The dairy industry’s retrospective repayment impost hitting almost two thirds of Australia’s milk producers provides real grounds for dismantling the controversial $1 a litre supermarket milk price, says dairy advocacy body Dairy Connect.
It also wants state governments to legislate to make it unlawful for processors to reclaim payments they have already made for milk collected.
Lifting the house brand milk price implemented by retailers in 2011 would allow a return to more equitable pricing for the whole supply chain said NSW-based Dairy Connect’s farmer group chairman Graham Forbes.

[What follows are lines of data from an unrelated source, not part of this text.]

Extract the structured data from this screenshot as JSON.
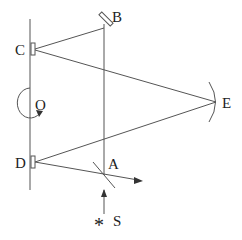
{
  "diagram": {
    "type": "optical-setup",
    "labels": {
      "A": "A",
      "B": "B",
      "C": "C",
      "D": "D",
      "E": "E",
      "O": "O",
      "S": "S"
    },
    "source_symbol": "*",
    "components": [
      {
        "id": "A",
        "kind": "beam-splitter"
      },
      {
        "id": "B",
        "kind": "plane-mirror"
      },
      {
        "id": "C",
        "kind": "mirror-on-rotating-axis"
      },
      {
        "id": "D",
        "kind": "mirror-on-rotating-axis"
      },
      {
        "id": "E",
        "kind": "concave-mirror"
      },
      {
        "id": "O",
        "kind": "rotation-direction"
      },
      {
        "id": "S",
        "kind": "light-source"
      }
    ],
    "colors": {
      "line": "#555555",
      "text": "#222222",
      "background": "#ffffff"
    }
  }
}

The dairy market badly needed stability and Dairy Connect would be actively advocating price stability, including during talks with federal Agriculture Minister Barnaby Joyce, next week.
“The commercial relationship between processors and retailers needs to strengthen to add value to milk across the board,” Mr Forbes said.
“Dairy Connect will lobby concerned politicians, including Mr Joyce, in a bid to help facilitate amicable negotiations between processors and retailers to stop the farmgate price for milk being destroyed.”
Chief executive officer Shaughn Morgan said NSW, which had only just recovered from the crippling Tier Two milk pricing by milk companies, was not immune from the impact of Murray Goulburn (MG) and Fonterra’s southern Australian farmgate price cuts now shattering confidence across the sector.
Tier Two pricing effectively forced farmers to sell their contracted milk to processes for less than it cost to produce once their herd’s output exceeded Tier One volume limits which adjusted year to year.
Now retrospective cuts to farmer payments by major milk processors were “punitive and unethical”, Mr Morgan said.
The companies involved should scrap their plans to recover funds already paid to producers earlier in the year.
Processors were reaching back in time to “financially clobber” farmers by calling in money already spent on their milk production enterprises on the back of continuing drought conditions in many regions.
“Any financial assistance to industry is welcome but the Coles’ offer of a new retail milk brand with a 20 cents a litre surcharge to go to some producers or the 50 cents a litre surcharge suggested by some farmers on all milk sales would be unsustainable,” he said.
“The real issue is supermarket pricing of drinking milk is unsustainable and these measures reflect that reality.
“A long-term solution to realistic milk pricing is needed and all players should work together to develop a strategy for the future.”
Mr Morgan said while MG’s milk price collapse and the decision by Fonterra to cut its prices hit Tasmania, Victoria, South Australia and southern NSW, there were serious concerns across the national dairy community.
“We’re actively behind the Australian Competition and Consumer Commission and Australian Securities and Investment Commission reviews of these price cuts and the circumstances in which they occurred,” Mr Morgan said.
“We also applaud the call by Tasmanian Farmers and Graziers’ dairy chief for seeking a wide ranging review and reformation of existing arrangements that allow retrospective payment cuts.”
Average MG co-operative farmer members were reportedly facing repayment bills of about $120,000 for each business - a huge impost on the families and rural economies involved.